Later Herbert remarks that “the moment he began to realise Capital, it was his intention to marry [his betrothed]. He added as a self-evident proposition, engendering low spirits, “But you can’t marry, you know, while you’re looking about you.”
I mean, that’s real shit man! This guy’s got an unpaid internship, trying desperately to find some opening so he can have enough income to support the girl he’s in love with! And then you got Pip, this guy who knows the girl he’s in love with doesn’t care for him, knows it’s doomed, knows it’s unhealthy, wishes he didn’t love her, and yet falls on her every word anyway—a perfect metaphor for his restless pursuit of higher status, a pursuit that he knows will not bring him as much happiness as he would’ve had if he’d never learned of his expectations, and just stayed with Joe and become a blacksmith. It’s painfully real, which is what makes Pip sympathetic despite the way he sometimes mistreats people, or puts on airs—because it’s clear that he’s not any better off than anyone else, and that the narrator Pip is highly critical of his past actions, fully aware of their harmful and even self-destructive nature.
The third volume has some interesting thematic stuff going on, but it’s mostly a very classic, 19th-century-serial yarn, making good on plot points set-up in the first few volumes to send our protagonist down a twisting path, every chapter revealing some new, surprising piece of backstory, leading up to a climactic flight … the third volume is my least favorite, and the ending’s a bit weird, but also interestingly defies expectations … I dunno. It’s a good read, I just don’t have so much to say about it.

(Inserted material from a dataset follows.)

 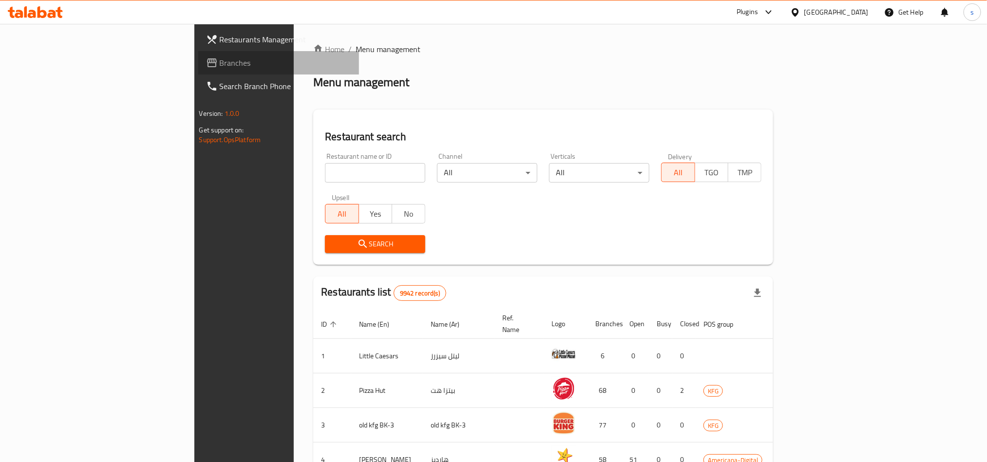 What do you see at coordinates (747, 12) in the screenshot?
I see `div: Plugins` at bounding box center [747, 12].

Lest you think this book is just this deep, serious portrayal of poverty and class and internal struggle, know also that the book is hilarious. The way the bufoonish adults in Pip’s hometown interact with him, both before and after he learns of his expectations, is hysterical, and Dickens’s dry, incisive way of describing certain things is spectacularly fresh and cutting. Like, when describing his five brothers, Pip doesn’t say they died in their infancy, he says they “gave up trying to get a living, exceedingly early in that universal struggle.”
I guess the humor of this book can be divided into two categories. There’s all the terrible characters, whose terrible actions are hilarious in a very ha-ha belly-laugh kind of way (Vol. 2, chapter 12 is just a description of Mr. Wopsle performing the lead role in an awful production of Hamlet, and it’s not super relevant to thematic stuff or the plot but it is absolutely delicious); then there’s the stuff that strikes so true, and is phrased in such an inventive, fresh, making-the-familiar-strange kind of way that it just makes you grimace and bite back a mean laugh, cause you’re a little bit laughing at yourself.
I love this book. It’s great. It’s surprisingly unsentimental for a Dickens novel, and there’s also a distinct lack of truly evil characters (one jumps to mind, though he’s hardly even in the book.) Rather, the book describes a landscape of incompetent, insecure, self-destructive people, whose greatest antagonist is usually themselves. I highly recommend reading it, or listening to Peter John Keeble’s recording of it on librivox. It’s actually one of Dickens’s shorter novels, and well worth the time.